As many of you know, I am not a fan of Donald Trump. I may not despise him so much that I think we should cut him from Home Alone 2, but I think he’s a narcissist, an empty-headed, cold-hearted, deeply self-centered man who has no true beliefs other than a belief in himself—and not the kind of belief that gives you the courage and confidence to do great things, but the kind of belief that makes you lash out at anyone you perceive as a threat. He’s a remorseless liar who despises his own followers and more of a showman than an entrepreneur.
Trump was a bad president (most are) and corrupt (again, nothing new) and while I don’t hold much, if any, regard for the office of the president, even I was stunned at his lack of regard for basic human decency. It’s one thing when you’re a reality TV star and a celebrity billionaire; it’s another when you’re supposed to lead the country through good times and bad. I did appreciate the fact that he didn’t start any new wars, and that he shook things up a bit, but I wish he’d done it for the right reasons. I wish he’d been Bernie Sanders, basically.

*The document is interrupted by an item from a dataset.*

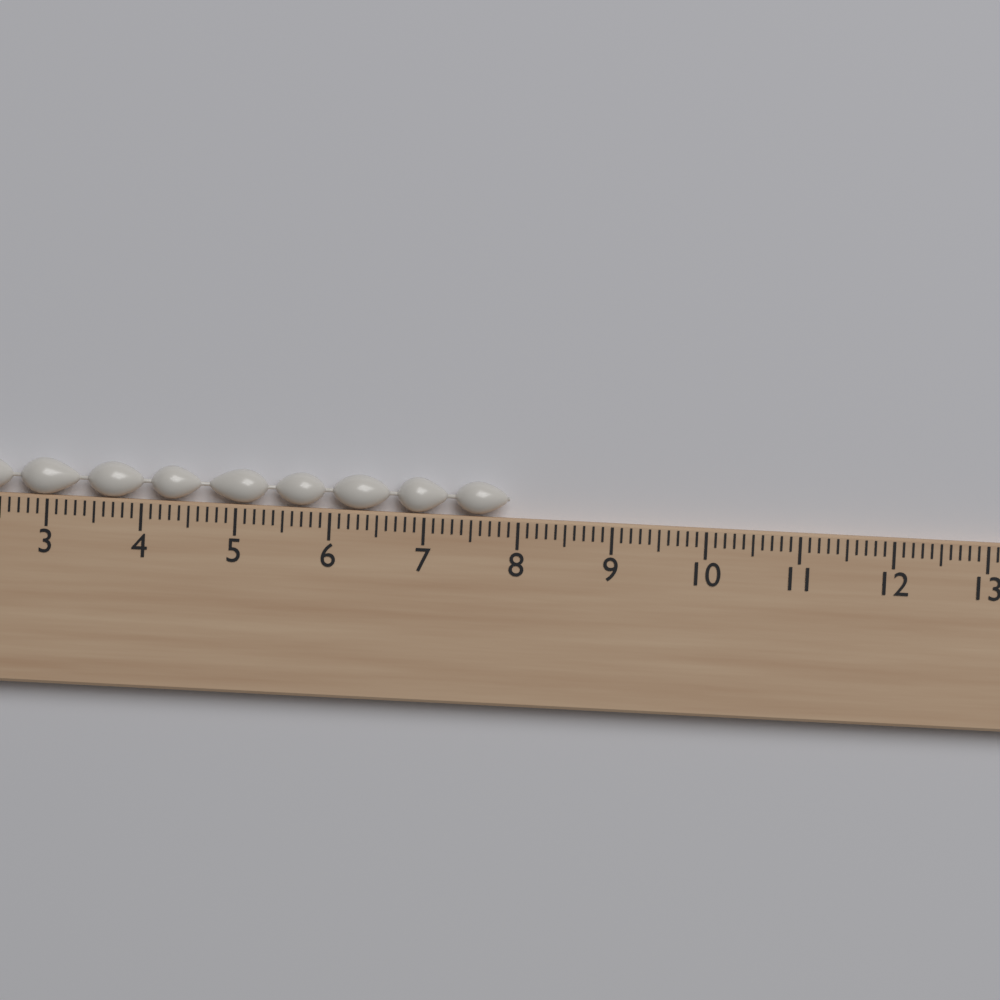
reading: 7.9 cm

Still, I feel . . . pity when I watch this clip. I imagine a decade from now we’ll see some similar footage. Trump will be older, more gaunt, his hair even thinner and his shoulders stooped. Maybe he’ll be in a chair or a wheelchair. His voice will crack and wobble. But even though he loses his train of thought from time to time, his bitterness will only have intensified. Not just at the “stolen” election but at the deeper affronts he’s suffered. After all, his deepest motivating quality is self-pity and the kind of bitterness that engenders.
He wanted to be liked. He wanted to be one of the cool kids in New York’s glitzy, glamorous world of the ultra-wealthy. He wanted to be loved by high society and instead all he got was, in the parlance of another famous loser, “a basket of deplorables.”
But pity is not exactly the same thing as feeling sorry for someone. I shed no tears for Mr. Trump. He made his choices. That they did not bring him joy and fulfilment should come as no surprise. That all the money in the world, all the anger of his base, or the politics of schadenfreude could not fill his life with meaning should shock no one. There but for the grace of God go I.